Mainly regarding weight.
You never used to worry about weight, but now the 5–10 pounds not only appear after the holidays but don’t want to come off.
Or.
You remember what it takes to lose weight—having coffee instead of breakfast a few days each week and being back to your norm after two weeks—but not anymore.
You used to do X, and now you have to do 3X, and it seems even that isn’t working so well these days.
And it’s not just about weight.
Blood pressure. Cholesterol. Moods.
The price of eggs.
The obvious answer is to run to keep up
Something has to change, if you want to regain your original state.
If cutting breakfast three days a week doesn’t work, try five days. If walking 30 minutes a day doesn’t work, try running. And so on.
Your physiology has changed, so your actions have to adjust.
(And by the way, if you change and match speed with your physiology, you won’t catch up; you’ll just keep pace. When you eat like a bird, work out like a maniac, and don’t lose an ounce, you’ve successfully adjusted to your physiology—otherwise you’d be gaining weight. To lose weight, you need to really outrun your physiology for a bit, then drop to the higher pace once you’ve caught up.)
The first take-home lesson: like being stunned when seeing friends from high school whom you haven’t seen in years, the only thing that stays frozen in time is your memory. Real biology is constantly changing—what worked at 20 won’t work at 40.
Needing to adjust your health habits to keep up is the norm, not the exception.
Take home lesson #2: you can only run so fast
I had a rude awakening about 10 years ago in the office: my systolic blood pressure (the top number) was over 200.
After cutting out the soy sauce braised beef, it came down to 160.
An hour on the treadmill twice a day, and it came down to 120—but pounding the ground 2 hours a day was of questionable sustainability. Eventually, I split the difference, exercised about an hour daily, and took a modest dose of BP medication.
You pays your money and you take your choice.
But everyone has their limit, whether physical or mental.
If your physiology demands more than you can lifestyle adjust, then you either make up the difference another way (like medication), or you live with your biology being no bueno.
Take home lesson #3: no bueno is also an option
I didn’t say it was a good one.
But it’s one that a surprising number of people choose to take, the operative word being choose.
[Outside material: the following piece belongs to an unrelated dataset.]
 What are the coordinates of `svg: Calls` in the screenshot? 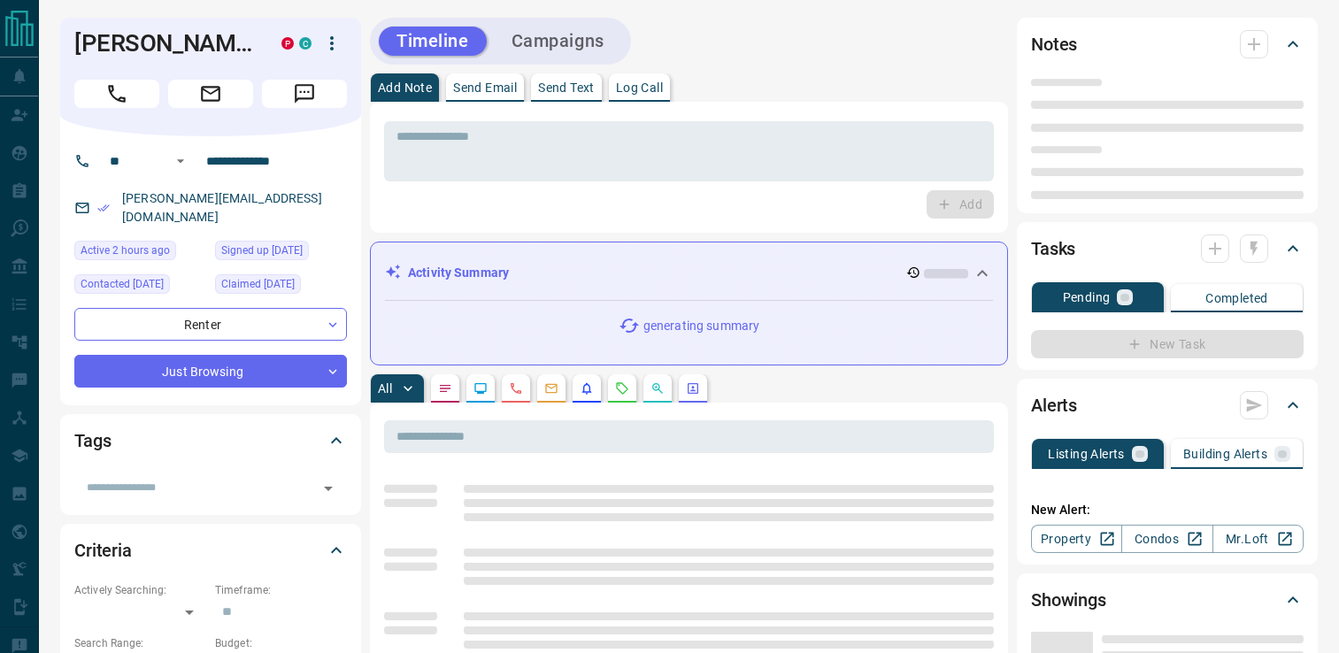 It's located at (516, 389).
I knew a great professor in college: humorous, knowledgeable, and with the gift of making complex topics understandable. I asked if he ever considered attending medical school, and he said, Nah, I’m just not enough of a people person. Which was categorically ridiculous—but apparently, not in his own mind.
I know a great self-defense instructor, who has been fighting a particular kind of slow-growing cancer. He eventually decided against surgery, chemo, and radiation, despite the very good odds that they would cure him, because he had done his research and was convinced that the changes would make his life no longer recognizable and worth living, though he would, in fact, be alive.
Some will choose the mental model they can live with over the biology that demands otherwise.
Health and fitness come down to choices
Getting a little meta, as I will periodically.
But health and fitness aren’t actually about steps walked, protein grams eaten, days journaled, hours slept, or even family members hugged.
Health and fitness come down to values and choices.
The thought of a certain negative is unacceptable to you—weight gain, heart attack—so you choose to take action to fix or avoid it—working out or dieting.
The thought of a certain benefit is highly valuable to you—being strong or able to defend yourself—so you choose to act to make it happen—lifting weights or taking self-defense classes.
And certain actions or choices are less valuable to you than keeping things as they are, so in those cases you choose to change nothing.
This is why many health coaches talk about clarifying a client’s Why? before delving into the details of What to change.
What to change is pretty straightforward: eat cleanly, lift heavy things, mellow out, see your doc periodically, and so on.
It’s the details of the Why? that explain the mysterious lack of progress thus far.
Action item
Think about your health, fitness, and life goals. Is there anything valuable enough to change your life to achieve or avoid? To turn the steering wheel hard to the right or left?
And if not, is it because the goals aren’t worthy, or because your mental model means more?